AFGHAN COINS AND OTHER TREASURE FOUND

  On November 18 the Washington Post published an article
  describing a trove of museum artifacts, including coins,
  which were inventoried recently after 25 years of hiding.

  "They were priceless artifacts, and the Kabul Museum curators
  wrapped them carefully, some of them in pink toilet paper,
  others in newspaper, and put them in metal boxes. Then
  government people, eight to 10 of them, signed pieces of
  paper that were glued to the locks.

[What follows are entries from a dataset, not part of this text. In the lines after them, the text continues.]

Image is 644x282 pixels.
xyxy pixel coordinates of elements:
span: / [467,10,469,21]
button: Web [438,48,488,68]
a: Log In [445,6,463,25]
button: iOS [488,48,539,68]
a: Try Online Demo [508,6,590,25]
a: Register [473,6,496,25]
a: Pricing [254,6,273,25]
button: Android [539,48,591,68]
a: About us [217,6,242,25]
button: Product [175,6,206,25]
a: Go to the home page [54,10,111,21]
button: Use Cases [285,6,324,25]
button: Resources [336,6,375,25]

No box would be opened
  unless all the signers were there.

  That was a quarter-century ago, during the Soviet occupation.
  But the pact held through the warlordism of the late 1980s
  and 1990s, through the xenophobic rule of the Taliban and
  the American invasion.

  Many feared the treasures were lost forever, but yesterday
  archaeologist Fredrik T. Hiebert announced that a just-
  completed inventory showed that all but a handful had been
  recovered from hidden caches in Kabul's presidential palace
  complex and other "safe places."

  "The museum director said, 'Won't you look at these other
  boxes?'  " There were six of them, Hiebert said; then there
  were 20, then 80, then perhaps 120.

  In them they found more than 2,500 more objects, including
  2,000 gold and silver coins depicting Afghan royalty back to
  500 B.C., a collection long regarded as looted and missing.
  Next came plaster medallions, ivory water goddesses and
  intricately carved ivory plaques from the 2,000-year-old
  Kushan culture.

  In all, the boxes contained 5,000 years of Afghanistan's
  history.. ."

  "Beginning in 1979, the museum was shelled, lost its roof,
  its windows, its door," Hiebert said. "All the inventory
  cards were destroyed by fire, and the museum was looted."

  "The art market was waiting for stuff to start appearing,
  but it never did," said Ohio State University historian
  John Huntington, who photographed much of the Kabul Museum
  collection in 1970. "Where was it" Nobody knew."